SciTech Briefs
Sweet potato beat humans to Polynesia by thousands of years
For years, it's been thought that determining how long ago the sweet potato took root in Polynesia would reveal when ancient South Americans and Pacific Islanders first encountered each other. Anthropologists are interested in this question because when Europeans arrived in Polynesia, they saw plenty of sweet potatoes — native to South America — growing on the Pacific islands. Many believe they were brought there by Polynesian sailors who made trips to South America.
But that may not necessarily be the case. A new genetic analysis, published April 12 in Current Biology, appears to indicate that sweet potatoes actually arrived in the Pacific about 100,000 years ago, without human help. Sweet potato seeds are able to sprout even after exposure to salt water, and could easily have been carried by birds.
However, anthropologists are not taking this to mean Polynesians and South Americans never met.
“This paper shows sweet potatoes were already in Polynesia when the islands were first colonized by humans thousands of years ago,” says Lars Fehren-Schmitz, a paleogeneticist at the University of California, Santa Cruz. “But it can’t prove there was no contact between Polynesians and South Americans before Europeans arrived.”
Source: Nature
Record numbers of scientists running for office in 2018
As cities across America prepare for the second March for Science, hundreds of scientists are running for office around the country at the local, state, and federal levels.
Scientist-candidates cite the country's current political climate as the main reason they are seeking election, pointing out that the current administration has a tendency to reject scientific evidence.
“The attacks on science certainly didn’t start with Trump,” says Ted Bordelon, spokesperson for advocacy group 314 Action. “But he has been a huge catalyst. That may be one of the bright spots of his presidency — more scientists saying they want to be in the ring when it comes to lawmaking.”
"After Trump was elected, I thought, ‘I have a nice job, I’m tenured, I’m safe,’ but I felt so pessimistic,” explains physicist Elaine DeMasi, running to represent New York's First Congressional District.
For many of these candidates, science is its own platform. “Evidence-based politics is what I care about. I don’t care if it comes from the right or the left or the other right or the other left. As scientists, we are trained to prove ourselves wrong,” she says. “Government should have the same open mind.”
Source: Science News
Cargo ships must cut their emissions in half by 2050
In a first for the shipping industry, a new United Nations deal will restrict the greenhouse gas emissions of cargo ships.
The tens of thousands of cargo ships that transport goods around the world each year have primarily been powered by heavy fuel oil since the 1960s. According to James Corbett, an expert in global shipping at the University of Delaware in Newark, heavy fuel oil contains 1,800 times as much sulfur as diesel fuel.
The fuel burned by cargo ships produces two to three percent of greenhouse gas emissions annually — roughly the same amount as the entire nation of Germany. The 2015 Paris climate accord did not address these emissions at all in its plan to mitigate global warming.
The U.N.'s International Maritime Organization (IMO) is working to rectify that, with a new deal ratified April 13 by 170 nations. The plan is to reduce cargo ship greenhouse gas emissions below 50 percent of 2008 levels.
The IMO plan encourages shipping companies to reduce emissions with more energy-efficient ship designs, cleaner fuels, and better business practices.
According to Veronica Frank, an adviser to Greenpeace, the restrictions are “far from perfect, but the direction is now clear — a phaseout of carbon emissions.”
“Clearly the IMO is moving into the 21st century,” says Corbett.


Requirement: Reproduce word for word every line from the one containing "Describe the element at coordinates (297, 21)" to the final line of the data below; omit the pictures.

Data extracts:
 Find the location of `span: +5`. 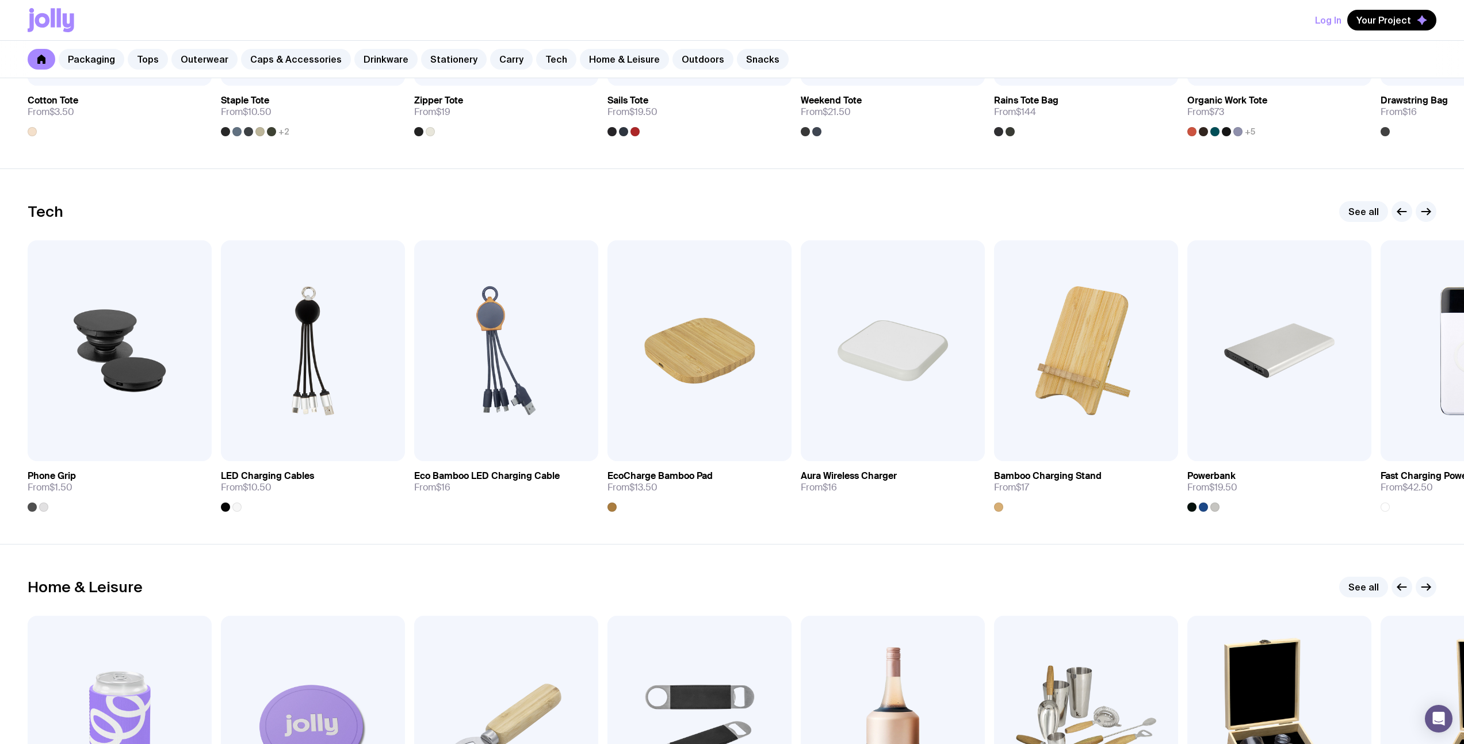

span: +5 is located at coordinates (1250, 132).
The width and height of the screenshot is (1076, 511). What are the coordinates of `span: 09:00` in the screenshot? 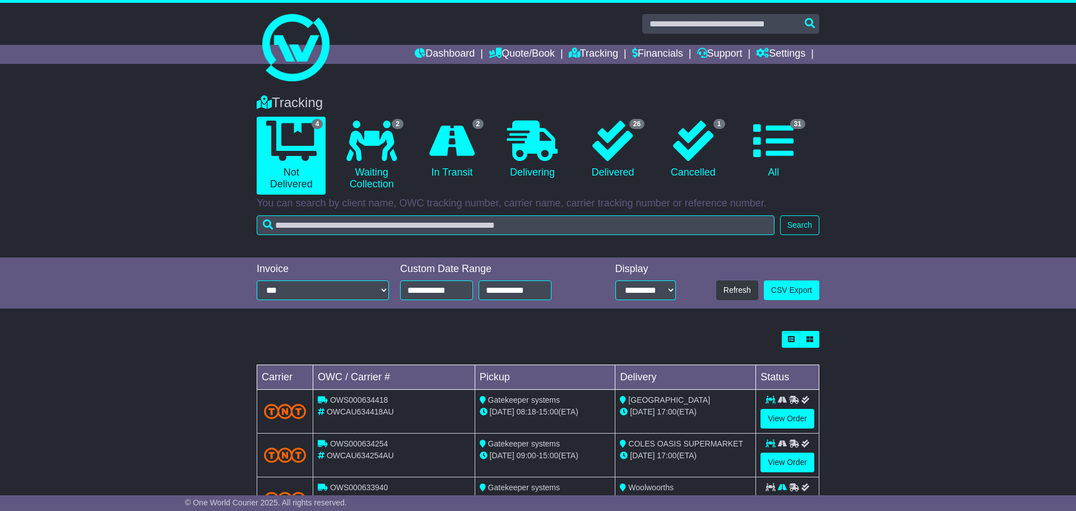 It's located at (526, 455).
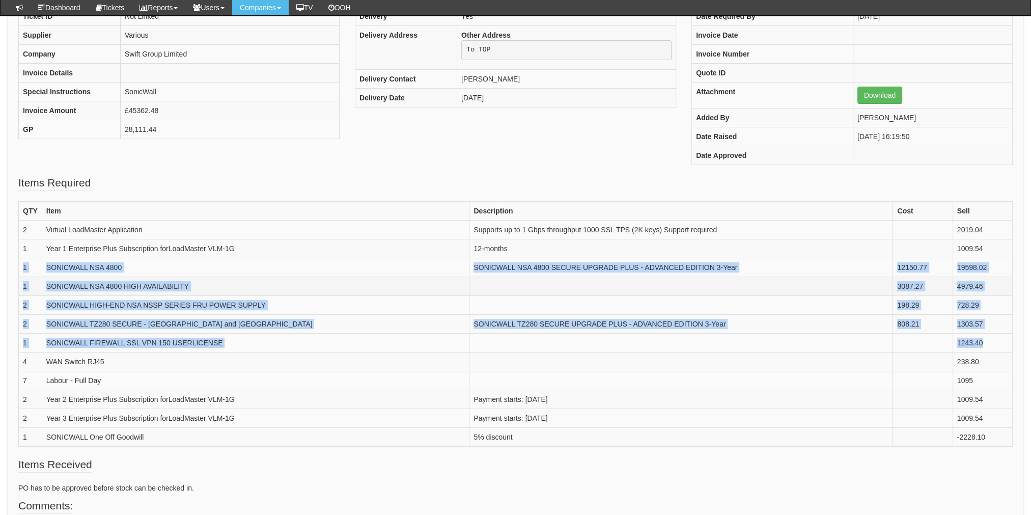 The image size is (1031, 515). Describe the element at coordinates (256, 399) in the screenshot. I see `td: Year 2 Enterprise Plus Subscription forLoadMaster VLM-1G` at that location.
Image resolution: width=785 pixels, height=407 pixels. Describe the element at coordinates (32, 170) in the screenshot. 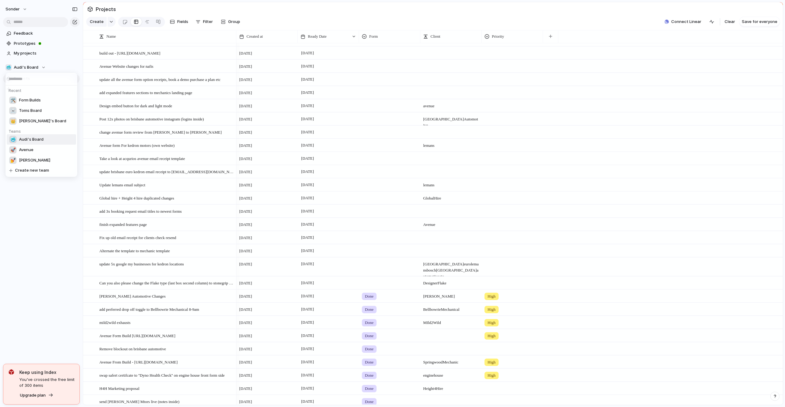

I see `span: Create new team` at that location.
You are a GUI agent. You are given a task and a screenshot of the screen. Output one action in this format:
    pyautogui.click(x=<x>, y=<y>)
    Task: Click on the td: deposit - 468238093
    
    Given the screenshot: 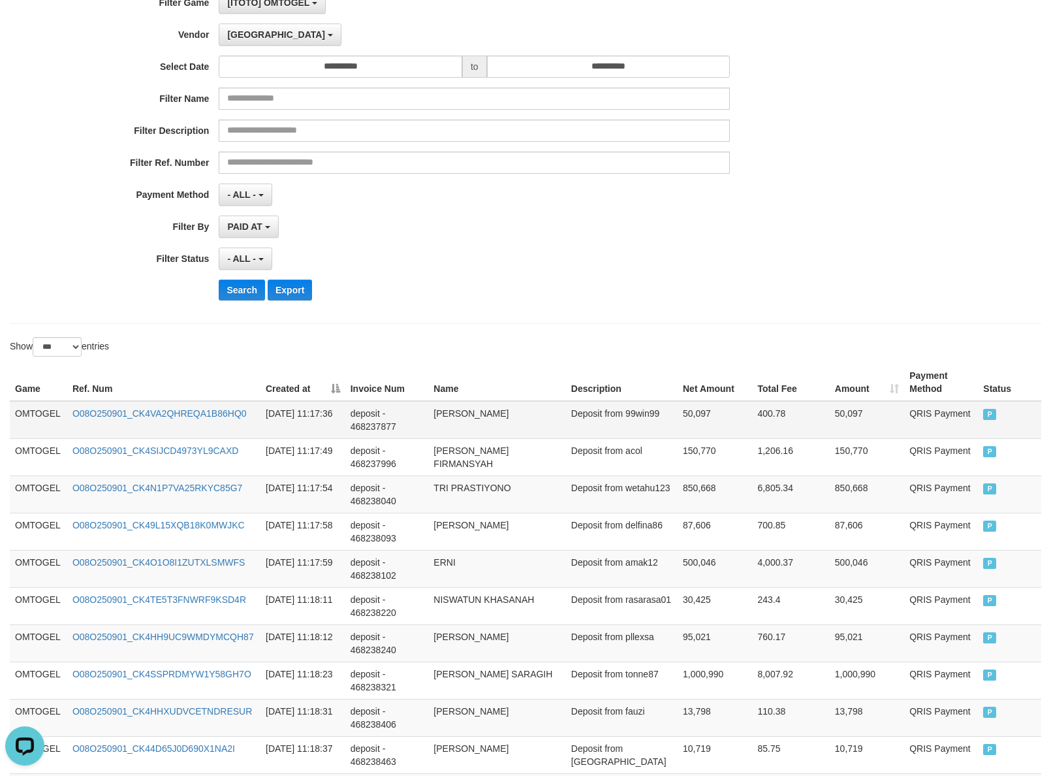 What is the action you would take?
    pyautogui.click(x=387, y=531)
    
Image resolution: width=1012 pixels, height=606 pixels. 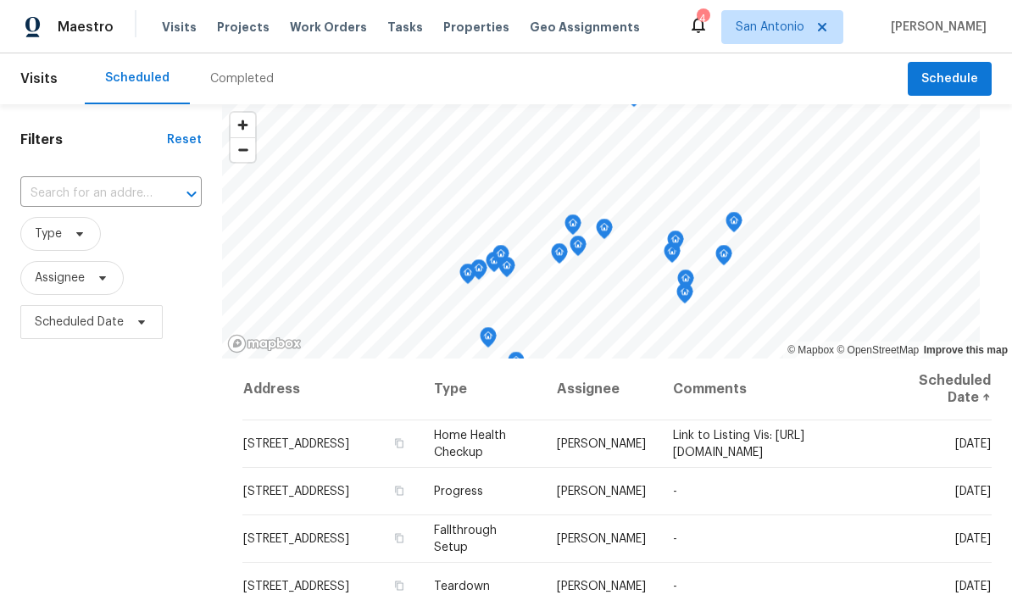 I want to click on span: Type, so click(x=48, y=234).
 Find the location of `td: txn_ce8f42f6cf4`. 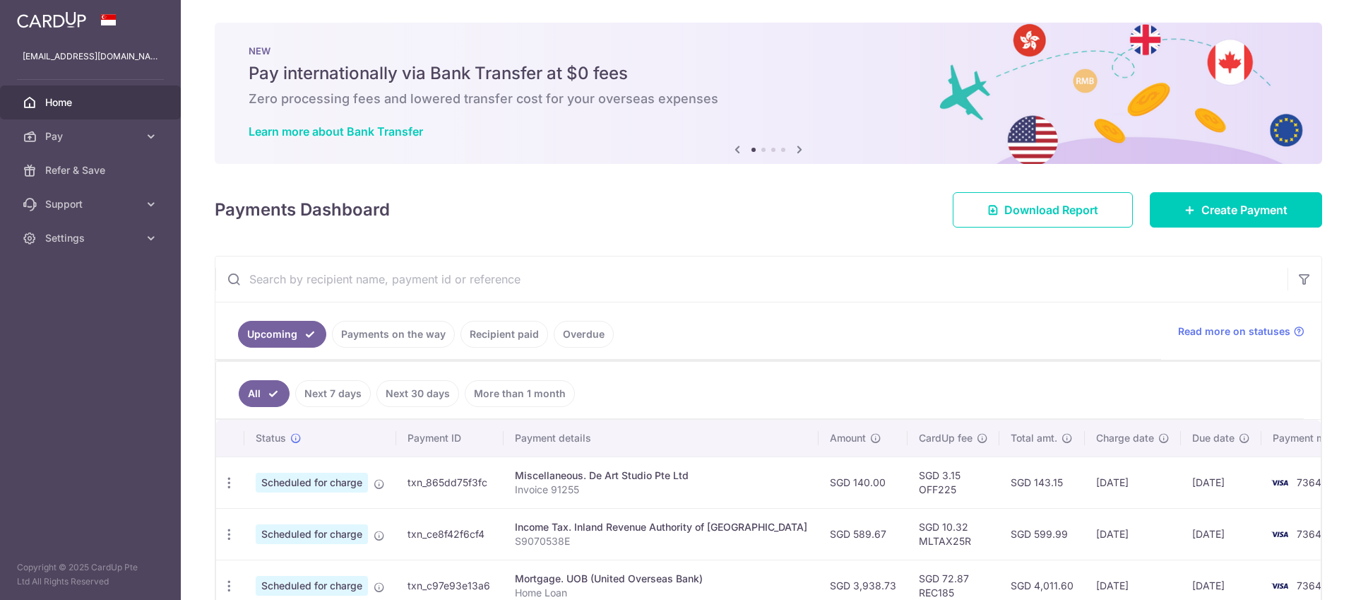

td: txn_ce8f42f6cf4 is located at coordinates (450, 533).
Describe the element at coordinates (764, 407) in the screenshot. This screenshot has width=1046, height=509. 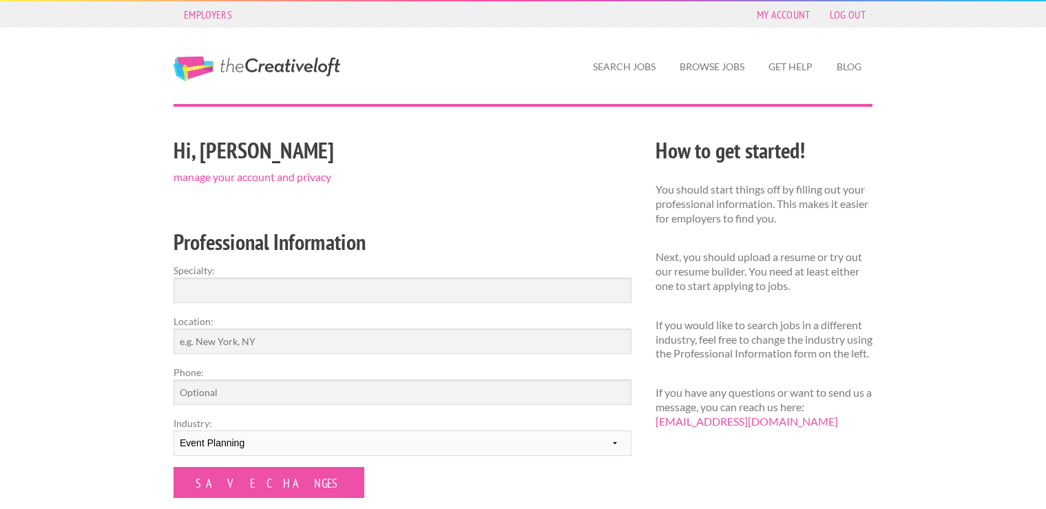
I see `p: If you have any questions or want to send us a message, you can reach us here:` at that location.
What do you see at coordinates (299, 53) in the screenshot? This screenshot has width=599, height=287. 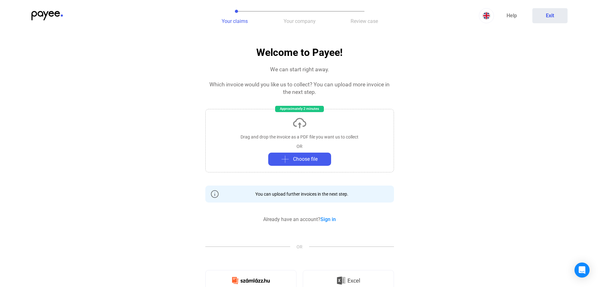 I see `h1: Welcome to Payee!` at bounding box center [299, 53].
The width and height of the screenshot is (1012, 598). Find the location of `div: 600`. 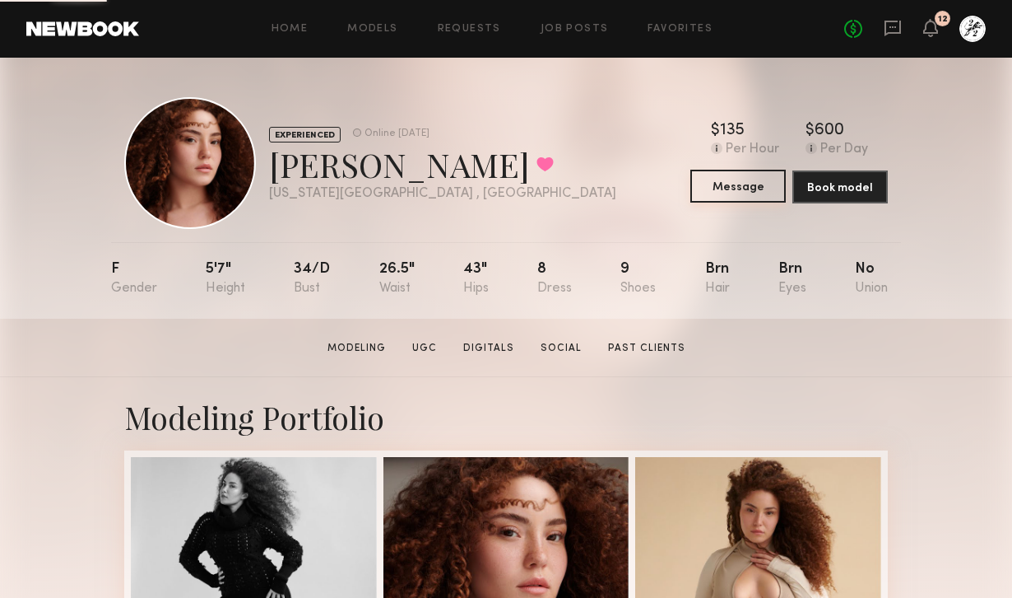

div: 600 is located at coordinates (830, 131).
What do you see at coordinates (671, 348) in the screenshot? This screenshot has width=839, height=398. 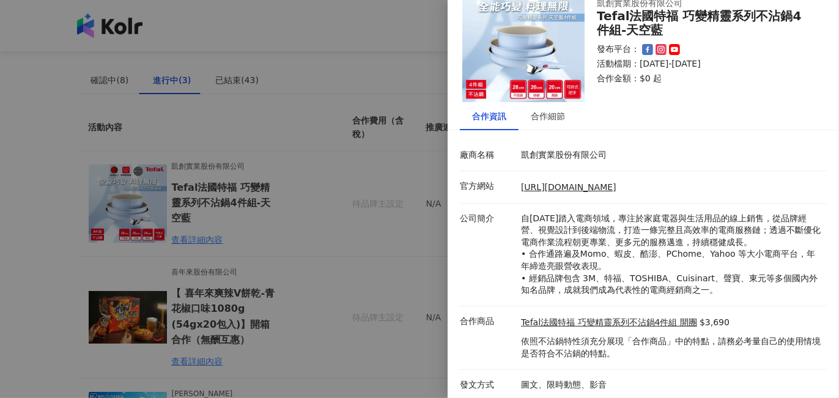 I see `p: 依照不沾鍋特性須充分展現「合作商品」中的特點，請務必考量自己的使用情境是否符合不沾鍋的特點。` at bounding box center [671, 348].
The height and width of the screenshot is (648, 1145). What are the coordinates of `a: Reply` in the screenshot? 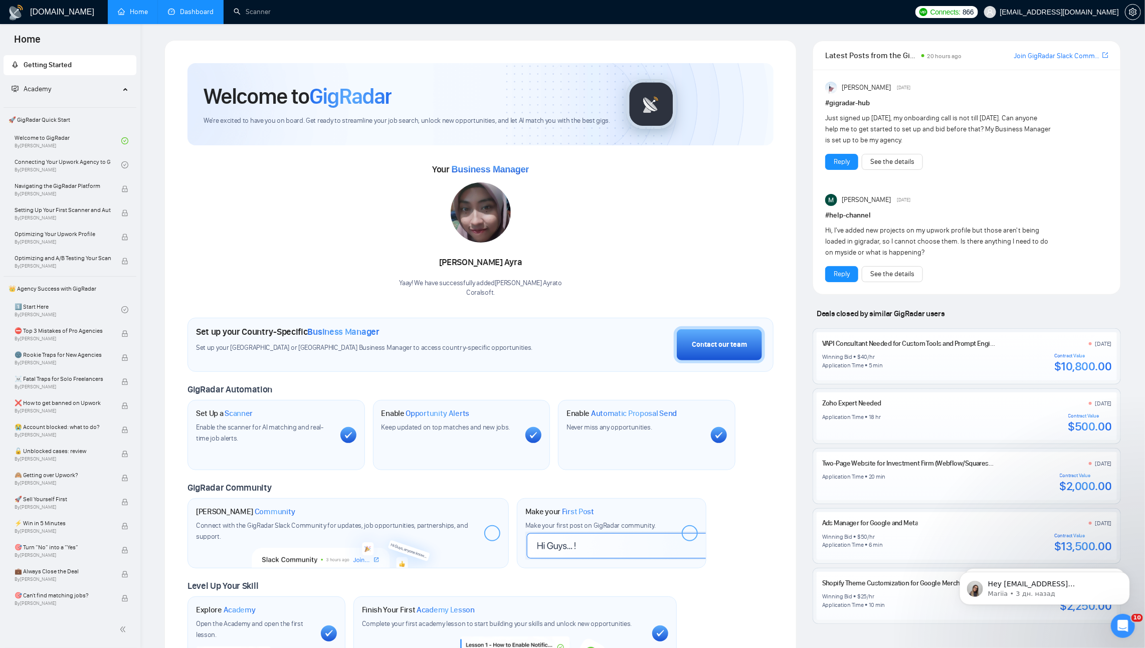 It's located at (842, 162).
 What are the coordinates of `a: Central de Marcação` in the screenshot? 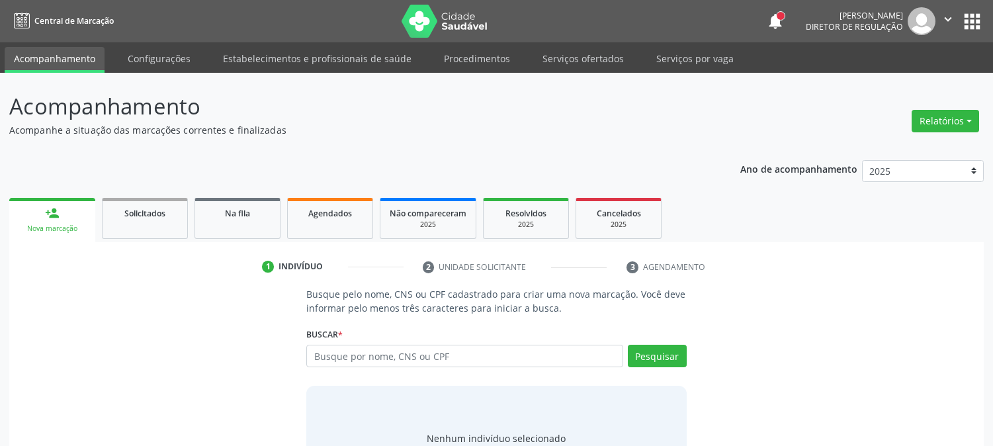 It's located at (62, 21).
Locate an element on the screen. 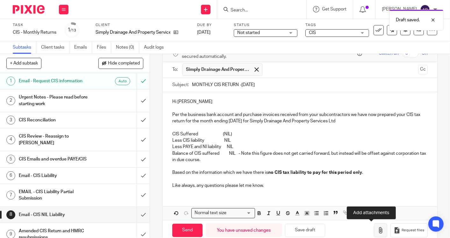  input: Search for option is located at coordinates (240, 213).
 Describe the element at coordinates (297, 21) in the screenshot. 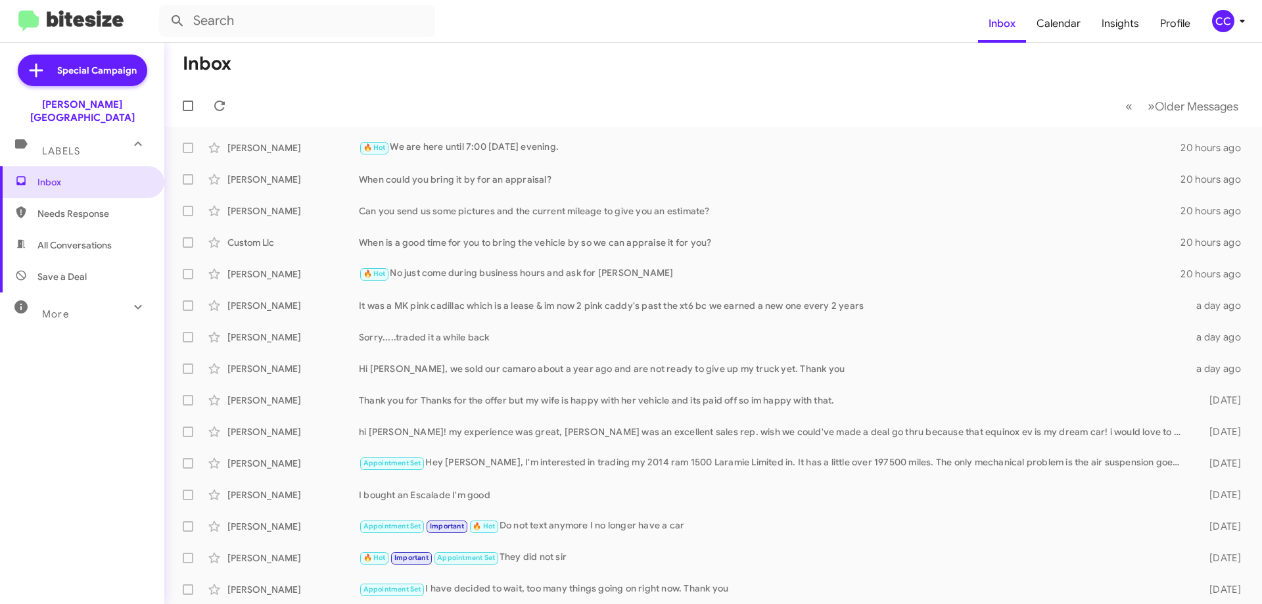

I see `input: Search` at that location.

Answer space:
 Describe the element at coordinates (297, 21) in the screenshot. 

I see `input: Search` at that location.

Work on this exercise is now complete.